Music is my hot PhysX.

Now, NVIDIA claims that the fact GPU solutions are cheaper is going to push better GPUs into more business machines. This will help push the idea that an okay CPU/good GPU machine gives better performance than a good CPU/okay GPU, leading to more machines with better GPUs... and so, making more PCs abstractly available for gaming. Or, at least, raising the bottom level of hardware that you can expect people to have.

In terms of a more general use, transcoding video can take hours. Later in July, all GeForce 8000+ cards will ship with Elemental HD, a program which manages to perform the odious task - in the words of NVIDIA - "in a matter of minutes". The software will also be available for people to download online, probably with a small fee ala Quicksave if they already have a GeForce card.

Point being: this CUDA malarkey isn't something that's just for future NVIDIA technology. It's something that allows the hardware many PC gamers already have to be repurposed.

For example, PhysX. NVIDIA's Physics 3D Card system was only supported in a minor fashion, as no-one would buy a card just to make explosions fancier, but with CUDA it can run on one of the other GPUs. A proportion of the 3D card's power can be given over to running physics, giving those fancy PhysX-style interactions without actually having a specific card for it. CUDA's porting to PhysX will become available to the public in July, but developers already have the tools.

The Euphoria engine of Natual Motion. It's hard to illustrate this sort of thing.
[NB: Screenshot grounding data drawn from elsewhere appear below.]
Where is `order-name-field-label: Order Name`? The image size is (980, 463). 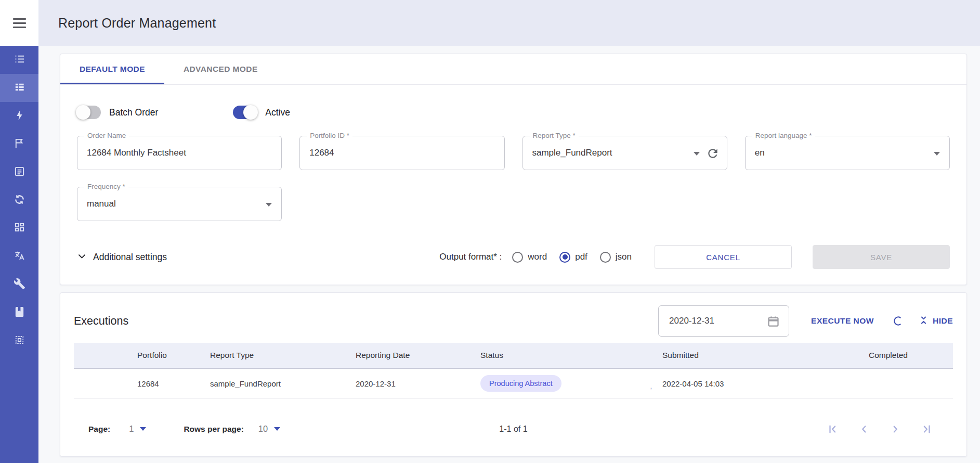
order-name-field-label: Order Name is located at coordinates (107, 135).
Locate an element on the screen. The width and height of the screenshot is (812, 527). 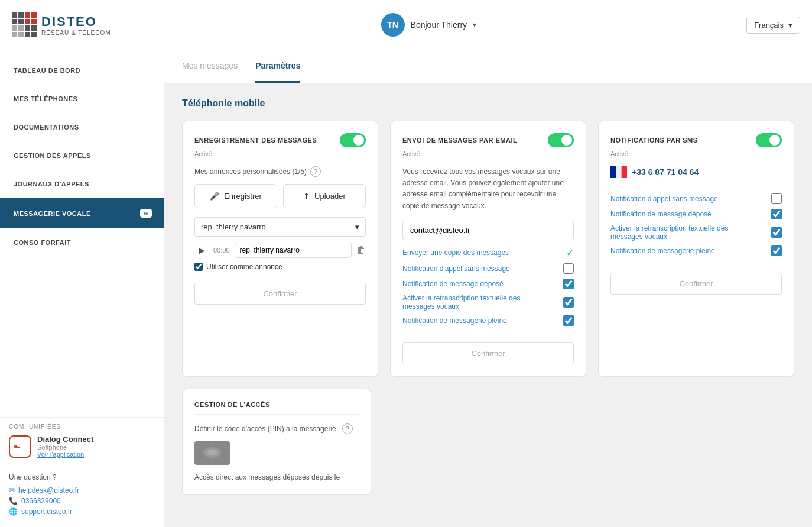
pin-label: Définir le code d'accès (PIN) à la messa… is located at coordinates (265, 429).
You'll be able to - for example - manually, up front, decide to devote a proportion of your 3D card's power to PhysX. Alternatively, developers can commandeer it and do exactly the same thing. The new generation of cards which are about to be announced are able to deal with pretty much anything that exists on the highest setting with power left over, so that power can be given over to acting like a 3D card would.

And it goes further. Where previously you'd have just thrown out your old 3D card when you upgraded your PC to a new one, if you have a G8000+ 3D card already, you can keep it, and just set it to concentrate solely on doing PhysX tasks. This isn't a SLI situation where you need two of the same cards working in tandem - any post-8880 card, rather than being put out to digital pasture, can be given a job of deciding how bits of glass bounce off a skyscraper, or similar. NVIDIA claims it's talking to ATI to try and get them to use CUDA too, which.... well, we'll see there, eh?

The potential is interesting. Demos shown include Natural Motion, whose Euphoria engine is heavily physics-dependent, allowing unique, convincing moments in games. A straight collision isn't enough, as straight ragdolls are ludicrous - the system involving AI (so the hit object will try and move limbs to protect self and similar) leads to impressively naturalistic results. The first sign of this publicly was in Grand Theft Auto IV, but Natural Motion's own American football game, Backbreaker, is a fascinating example of what a physics-heavier approach to collisions can give games. And, with CUDA-esque use of GPUs to do this stuff, the PhysX related boon is accessible to even more of us.

So they did talk some maths, then, but we survived.